“The Government has once again sneakily changed the dates that vaccines will be available,” says ACT Leader David Seymour.
“Originally the Government said that Group 4, the last group to be eligible for vaccines were “being vaccinated from July 28.”
“That language would make anyone think there would be needles in arms on that date.
“But without telling anyone, the Ministry has now changed the wording on its website to “they will be able to book their vaccinations from 28 July.”
“This is classic slipperiness from Chris Hipkins. He promises us one thing, realises he can’t deliver, changes the words slightly and then denies anything has changed.
“There clearly won’t be vaccinations happening for Group 4 on the date we were promised, and he owes us an explanation.
“New Zealanders are tired of the spin and the lies from this Government. It’s time to start treating us like adults and be upfront about what a mess this rollout is.
“We’ve gone from the “front of the queue” to last in the OECD.
“The Government should be aiming for us to be the best in the world.
“ACT has developed a plan for the immediate next steps of New Zealand’s response to COVID-19 and a longer-term strategy for living in a progressively vaccinated world.
“It is underpinned by five principles: government transparency; faster tech uptake; risk-proportionate responses; a culture of inviting criticism; and and maximising human wellbeing.
“It also makes 15 policy recommendations, including:
- Compulsory COVID-app use including Bluetooth functionality to improve contact tracing
- Introduce daily PCR saliva testing and the use of Datamine’s ëlarm technology to the border and MIQ workforce to alert them to early signs of infection
- An Epidemic Response Unit modelled off Taiwan’s Central Epidemic Command Centre to replace COVID-19 response leadership by the Ministry of Health
- Reactivate Parliament’s Epidemic Response Committee
“Investigating and doing these things requires the Government being prepared to put the effort and resources into them.
“Whatever that resource may be, ACT’s view is the cost will be considerably less than further lockdowns caused by inadequate measures at the border, patchy contact tracing, and a slow vaccination roll-out.”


## About this exercise:
Identify each line below that contains the word "xyxy", and copy it out.

## Exercise material:
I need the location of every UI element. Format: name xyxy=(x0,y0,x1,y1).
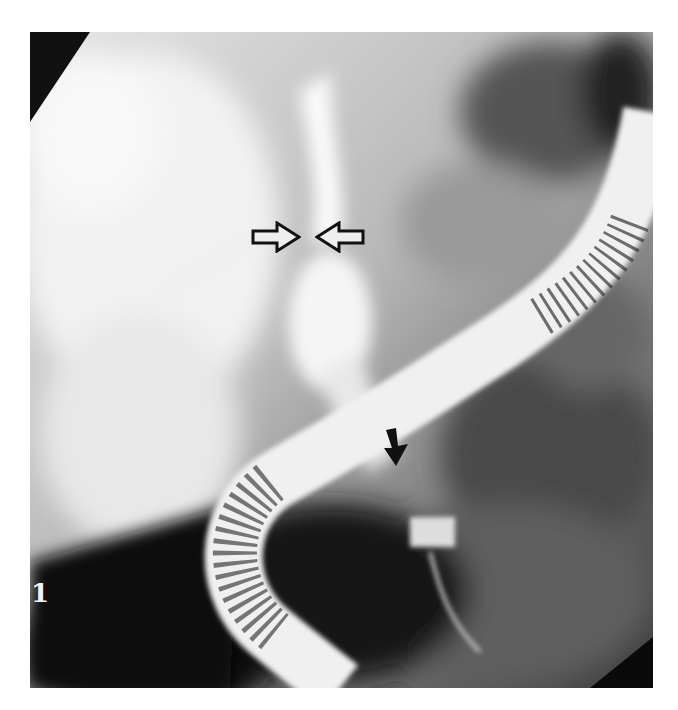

---

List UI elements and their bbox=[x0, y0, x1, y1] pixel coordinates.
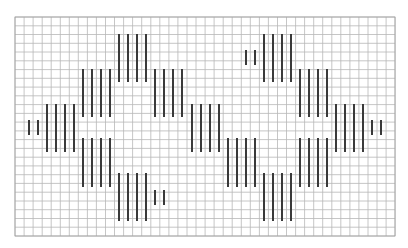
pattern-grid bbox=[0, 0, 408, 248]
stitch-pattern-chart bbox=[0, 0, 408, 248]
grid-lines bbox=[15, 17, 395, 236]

---

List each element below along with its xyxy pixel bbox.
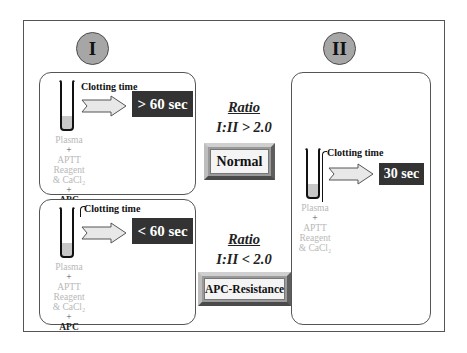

## Answer section:
I need the location of every UI element. Format: name xyxy=(x0,y0,x1,y1).
List each element below along with its xyxy pixel bbox.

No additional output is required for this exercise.